California camps by their very quaint and whimsical names bear testimony to the
overflowing good humor and high spirits of the early miners. No one took
anything too seriously, not even his own success or failure. The very hardness
of the life cultivated an ability to snatch joy from the smallest incident. Some
of the joking was a little rough, as when some merry jester poured alcohol over
a bully's head, touched a match to it, and chased him out of camp yelling, "Man
on fire--put him out!" It is evident that the time was not one for men of very
refined or sensitive nature, unless they possessed at bottom the strong iron of
character. The ill-balanced were swept away by the current of excitement, and
fell readily into dissipation. The pleasures were rude; the life was hearty;
vices unknown to their possessors came to the surface. The most significant
tendency, and one that had much to do with later social and political life in
California, was the leveling effect of just this hard physical labor. The man
with a strong back and the most persistent spirit was the superior of the man
with education but with weaker muscles. Each man, finding every other man
compelled to labor, was on a social equality with the best. The usual
superiority of head-workers over hand-workers disappeared. The low-grade man
thus felt himself the equal, if not the superior, of any one else on earth,
especially as he was generally able to put his hand on what were to him
comparative riches. The pride of employment disappeared completely. It was just
as honorable to be a cook or a waiter in a restaurant as to dispense the
law,--where there was any. The period was brief, but while it lasted, it
produced a true social democracy. Nor was there any pretense about it. The
rudest miner was on a plane of perfect equality with lawyers, merchants, or
professional men. Some men dressed in the very height of style, decking
themselves out with all the minute care of a dandy; others were not ashamed of,
nor did they object to being seen in, ragged garments.
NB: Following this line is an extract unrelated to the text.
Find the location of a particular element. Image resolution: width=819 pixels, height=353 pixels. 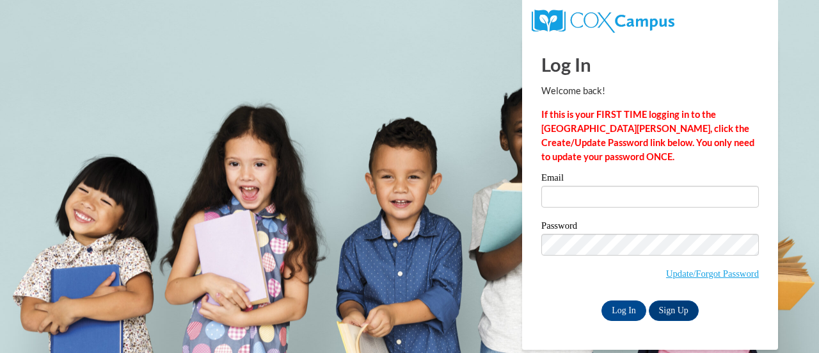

No man could be told by
his dress.
The great day of days in a mining-camp was Sunday. Some over-enthusiastic
fortune-seekers worked the diggings also on that day; but by general
consent--uninfluenced, it may be remarked, by religious considerations--the
miners repaired to their little town for amusement and relaxation. These little
towns were almost all alike. There were usually two or three combined hotels,
saloons, and gambling-houses, built of logs, of slabs, of canvas, or of a
combination of the three. There was one store that dispensed whiskey as well as
dryer goods, and one or two large places of amusement. On Sunday everything went
full blast. The streets were crowded with men; the saloons were well patronized;
the gambling games ran all day and late into the night. Wrestling-matches,
jumping-matches, other athletic tests, horse-races, lotteries, fortune-telling,
singing, anything to get a pinch or two of the dust out of the good-natured
miners--all these were going strong. The American, English, and other
continentals mingled freely, with the exception of the French, who kept to
themselves. Successful Germans or Hollanders of the more stupid class ran so
true to type and were so numerous that they earned the generic name of "Dutch
Charley." They have been described as moon-faced, bland, bullet-headed men, with
walrus moustaches, and fatuous, placid smiles. Value meant nothing to them. They
only knew the difference between having money and having no money. They carried
two or three gold watches at the end of long home-made chains of gold nuggets
fastened together with links of copper wire. The chains were sometimes looped
about their necks, their shoulders, and waists, and even hung down in long
festoons. When two or three such Dutch Charleys inhabited one camp, they became
deadly rivals in this childlike display, parading slowly up and down the street,
casting malevolent glances at each other as they passed. Shoals of
phrenologists, fortune-tellers, and the like, generally drunken old reprobates
on their last legs, plied their trades. One artist, giving out under the
physical labor of mining, built up a remarkably profitable trade in sketching
portraits. Incidentally he had to pay two dollars and a half for every piece of
paper! John Kelly, a wandering minstrel with a violin, became celebrated among
the camps, and was greeted with enthusiasm wherever he appeared. He probably
made more with his fiddle than he could have made with his shovel. The influence
of the "forty-two caliber whiskey" was dire, and towards the end of Sunday the
sports became pretty rough.
This day was also considered the time for the trial of any cases that had arisen
during the week. The miners elected one of their number to act as presiding
judge in a "miners' meeting." Justice was dealt out by this man, either on his
own authority with the approval of the crowd, or by popular vote. Disputes about
property were adjudicated as well as offenses against the criminal code. Thus a
body of precedent was slowly built up. A new case before the alcalde of Hangtown
was often decided on the basis of the procedure at Grub Gulch. The decisions
were characterized by direct common sense. It would be most interesting to give
adequate examples here, but space forbids. Suffice it to say that a Mexican
horse-thief was convicted and severely flogged; and then a collection was taken
up for him on the ground that he was on the whole unfortunate. A thief
apprehended on a steamboat was punished by a heavy fine for the benefit of a
sick man on board.
Sunday evening usually ended by a dance. As women were entirely lacking at
first, a proportion of the men was told off to represent the fair sex. At one
camp the invariable rule was to consider as ladies those who possessed patches
on the seats of their trousers. This was the distinguishing mark. Take it all
around, the day was one of noisy, good-humored fun. There was very little sodden
drunkenness, and the miners went back to their work on Monday morning with
freshened spirits. Probably just this sort of irresponsible ebullition was
necessary to balance the hardness of the life.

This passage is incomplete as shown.